Adaptive mentalization-based integrative treatment (AMBIT) is a novel adaptation[1] (by Dickon Bevington, Peter Fuggle, Liz Cracknell, Peter Fonagy, Eia Asen, Mary Target, Neil Dawson and Rabia Malik) of the theory of mentalization and practices of mentalization-based treatment to address the needs of chaotic, complex and multiply comorbid youth, via team-based (predominantly outreach) multimodal practices.[2]
Previously called "Adolescent Mentalization Based Integrative Treatment", AMBIT changed its name to "Adaptive..." in recognition of the fact that it is now being used by a wide range of teams across the UK and internationally, that extend beyond the adolescent age range (adults with severe and enduring relational difficulties, families with children where there are safeguarding concerns, young adults, etc.) Adaptation is also at the heart of AMBIT, which encourages local teams to adapt, build upon, and share these adaptations to its core components; AMBIT aspires to be an Open-source model of therapy innovation. This name change was recognised in the recent book published by Oxford University Press [3]
These practices, shaped by an eightfold principled therapeutic stance and using mentalization as the integrating framework, balance the development of a strong therapeutic attachment to a key worker with strong peer-to-peer relationships between workers that are designed counteract the potential for destabilizing effects from such intense work.[4]
Mentalization is applied and fostered explicitly in four directions in AMBIT:
In addition, a range of manualized 'barefoot' adaptations of existing evidence-based treatment modalities are available to workers, but the approach also encourages the development of a culture of team-based reflection upon practice and outcomes, of learning, and of sharing. This has much in common with the notion of a "learning organisation" stance (see the work of Peter Senge) within local teams, but AMBIT includes the promotion of constrained and disciplined approaches to the local adaptation of each team's own wiki-based practice manual. These wikis come to represent specific local implementations that offer a "fit" for local cultures and service ecologies. The collaborative disciplines around their adaptation is a practice referred to as "manualization"; manualization is seen as analogous to mentalization at the level of the team (making sense of "why we practice in this way in that kind of situation", and broadcasting this transparently, with a view to improving this current understanding through feedback.)
AMBIT deploys an open-source wiki-based approach to treatment manualization[5] [6] based on TiddlyWiki; a server-side hosting platform allows multiple teams to develop their own locally adapted versions, each drawing on a shared common core of AMBIT material. Drawing on developments in programming, the authors have described the approach as an "open source approach to therapy".
As at March 2018, approximately 200 teams around the UK and internationally have been trained in AMBIT by the AMBIT program based at the Anna Freud National Centre for Children and Families charity in London. Encouraging early outcomes evaluative evidence has been published,[7] [8] but as a novel approach there are as yet no completed randomised controlled trials.
AMBIT is described in a number of independent reviews, including a 2018 review on "Psychotherapeutic interventions and contemporary developments: common and specific factors" in the BJPsych Advances journal.[9] It is described in Chapter 42 of the 3rd edition of "Child Psychology and Psychiatry Frameworks for Clnical Training and Practice [10] and in a review by the Youth Justice Working Group (2012),[11] the Centre for Mental Health, 2010.[12] and in a literature review on integrative psychotherapy for children and adolescents by Krueger and Glass.[13]
The AMBIT Collaboration was awarded the "Innovation Nation" award for Innovation in Collaboration from The Guardian newspaper and Virgin Business Media in 2012.[14]
AMBIT has been supported by grants from Comic Relief, the City Bridge Trust and the James Wentworth Stanley Memorial Fund.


* _Exercise directions_
Whenever the word "this" turns up in a line below, that line should be copied.

BEGIN Data records

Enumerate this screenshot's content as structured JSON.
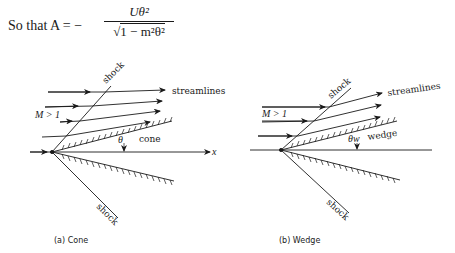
{
  "equation": {
    "lead": "So that A = −",
    "numerator": "Uθ²",
    "denominator_sqrt": "√",
    "denominator_body": "1 − m²θ²"
  },
  "figure_a": {
    "caption": "(a) Cone",
    "shock_top_label": "shock",
    "shock_bottom_label": "shock",
    "streamlines_label": "streamlines",
    "mach_label": "M > 1",
    "angle_label": "θ",
    "body_label": "cone",
    "axis_label": "x"
  },
  "figure_b": {
    "caption": "(b) Wedge",
    "shock_top_label": "shock",
    "shock_bottom_label": "shock",
    "streamlines_label": "streamlines",
    "mach_label": "M > 1",
    "angle_label": "θw",
    "body_label": "wedge"
  },
  "colors": {
    "ink": "#1a1a1a",
    "background": "#ffffff"
  }
}
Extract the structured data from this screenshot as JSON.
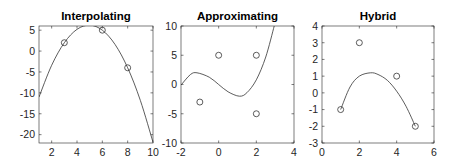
{
  "chart_data": [
    {
      "type": "line",
      "title": "Interpolating",
      "xlabel": "",
      "ylabel": "",
      "xlim": [
        1,
        10
      ],
      "ylim": [
        -22,
        6
      ],
      "xticks": [
        2,
        4,
        6,
        8,
        10
      ],
      "yticks": [
        -20,
        -15,
        -10,
        -5,
        0,
        5
      ],
      "grid": false,
      "series": [
        {
          "name": "data points",
          "style": "markers",
          "x": [
            3,
            6,
            8
          ],
          "y": [
            2,
            5,
            -4
          ]
        },
        {
          "name": "interpolating polynomial",
          "style": "line",
          "x": [
            1,
            2,
            3,
            4,
            5,
            6,
            7,
            8,
            9,
            10
          ],
          "y": [
            -11,
            -3.4,
            2,
            5.2,
            6.2,
            5,
            1.6,
            -4,
            -11.8,
            -21.8
          ]
        }
      ]
    },
    {
      "type": "line",
      "title": "Approximating",
      "xlabel": "",
      "ylabel": "",
      "xlim": [
        -2,
        4
      ],
      "ylim": [
        -10,
        10
      ],
      "xticks": [
        -2,
        0,
        2,
        4
      ],
      "yticks": [
        -10,
        -5,
        0,
        5,
        10
      ],
      "grid": false,
      "series": [
        {
          "name": "data points",
          "style": "markers",
          "x": [
            -1,
            0,
            2,
            2
          ],
          "y": [
            -3,
            5,
            5,
            -5
          ]
        },
        {
          "name": "approximating polynomial",
          "style": "line",
          "x": [
            -2,
            -1.5,
            -1.15,
            -0.5,
            0,
            0.5,
            1.1,
            1.5,
            2,
            2.5,
            2.95
          ],
          "y": [
            -0.1,
            1.7,
            2.0,
            1.25,
            0,
            -1.25,
            -2.0,
            -1.4,
            0.8,
            4.7,
            10.0
          ]
        }
      ]
    },
    {
      "type": "line",
      "title": "Hybrid",
      "xlabel": "",
      "ylabel": "",
      "xlim": [
        0,
        6
      ],
      "ylim": [
        -3,
        4
      ],
      "xticks": [
        0,
        2,
        4,
        6
      ],
      "yticks": [
        -3,
        -2,
        -1,
        0,
        1,
        2,
        3,
        4
      ],
      "grid": false,
      "series": [
        {
          "name": "data points",
          "style": "markers",
          "x": [
            1,
            2,
            4,
            5
          ],
          "y": [
            -1,
            3,
            1,
            -2
          ]
        },
        {
          "name": "hybrid polynomial",
          "style": "line",
          "x": [
            1,
            1.5,
            2,
            2.6,
            3,
            3.5,
            4,
            4.5,
            5
          ],
          "y": [
            -1,
            0.35,
            1.0,
            1.2,
            1.1,
            0.75,
            0.1,
            -0.8,
            -2
          ]
        }
      ]
    }
  ],
  "layout": {
    "panels": [
      {
        "left": 39,
        "top": 26,
        "right": 153,
        "bottom": 143
      },
      {
        "left": 181,
        "top": 26,
        "right": 294,
        "bottom": 143
      },
      {
        "left": 322,
        "top": 26,
        "right": 434,
        "bottom": 143
      }
    ]
  }
}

END Data records

* _Response to the task_
Enumerate this screenshot's content as structured JSON.
Extract the structured data from this screenshot as JSON.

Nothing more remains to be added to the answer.